‘All those theories about Brazil being a country of mixing, that’s a lie’
Financial Times magazine, March 28 2014
All dance is about the body, how it looks, how it moves, how it connects with others on stage. But for Sonia Destri Lie, artistic director of Companhia Urbana de Dança, a company of eight men and one woman from the favelas of Rio de Janeiro, her dancers’ bodies are also a source of the stories the company tells in its work.
“When you look at Feijão,” she says, gesturing to one of her dancers, “his body is his identity. Through his body you can see his father, his mother, his grandfather, Africa, the periphery … He is black, Brazilian and has lived the life he has lived – and that it is the reason he dances the way he does.”
Destri founded Companhia Urbana nine years ago, to bring the three roots of Brazilian culture – indigenous, European and African – together in contemporary dance. She had no preconceptions about the kind of dancers she would recruit. “When they came to the company, they had very little formal dance experience.
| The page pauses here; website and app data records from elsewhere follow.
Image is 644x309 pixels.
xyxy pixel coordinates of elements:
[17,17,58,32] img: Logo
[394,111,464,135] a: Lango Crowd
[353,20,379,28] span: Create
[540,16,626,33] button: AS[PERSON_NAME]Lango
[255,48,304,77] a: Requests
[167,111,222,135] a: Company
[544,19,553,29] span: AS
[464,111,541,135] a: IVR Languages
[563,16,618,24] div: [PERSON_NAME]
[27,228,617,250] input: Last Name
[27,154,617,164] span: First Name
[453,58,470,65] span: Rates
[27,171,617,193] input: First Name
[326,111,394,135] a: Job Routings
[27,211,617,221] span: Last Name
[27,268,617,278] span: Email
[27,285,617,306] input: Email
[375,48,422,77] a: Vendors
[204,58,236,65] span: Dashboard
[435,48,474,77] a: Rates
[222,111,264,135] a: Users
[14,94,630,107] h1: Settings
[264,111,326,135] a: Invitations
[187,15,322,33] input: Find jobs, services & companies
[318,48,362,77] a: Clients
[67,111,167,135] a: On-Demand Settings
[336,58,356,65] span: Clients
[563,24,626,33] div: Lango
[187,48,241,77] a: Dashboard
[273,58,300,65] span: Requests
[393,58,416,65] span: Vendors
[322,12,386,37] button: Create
What was important for me was whether or not they had a body that was ready to dance,” she says.
She initially thought that she would be the source of the company’s artistic direction but that soon changed: “I realised that their movements were much more beautiful than mine and that the mix of all of us together could be a very interesting journey.”
Destri started as a dancer herself. She trained with Pina Bausch, Alwin Nikolais and Twyla Tharp and, in the 1990s, returned to teach contemporary and Brazilian jazz dance at the Tanztheater in Wuppertal. During this time she developed an interest in the dance emerging around hip hop, not only in Europe but also, she discovered on her return to Rio de Janeiro, in the favelas of her home town.
However, what started as a project to support talented dancers from the favelas soon became a political one too. Companhia Urbana unabashedly deals with issues of race and class that many in Brazil would rather ignore. “Brazil is a country full of prejudice, full of racism,” Destri says. “All those theories about it being a country of mixing – samba, Carnival, gringos – that’s a lie.” She gestures towards her dancers. “If I ask them to go outside and get a taxi, the taxi doesn’t stop, so I have to call a taxi for them. And then, when the taxi comes, the driver won’t take them. And this is in 2014.”
Last year, for the first time, the company received funding from the Brazilian government – enough for six months’ work – and this has crystallised the company’s dreams for the future. “I want to grow old with this company,” Destri says. “But after a while I want them to be able to look after another company here themselves, a young Companhia Urbana. There are already two excellent choreographers here – they don’t know it, but they are. And at some point they will be making pieces themselves. I believe so much in the work, so much in them, that it has to work out.” She looks over to her dancers and tears come to her eyes. “There has to be no possibility that it doesn’t work out.”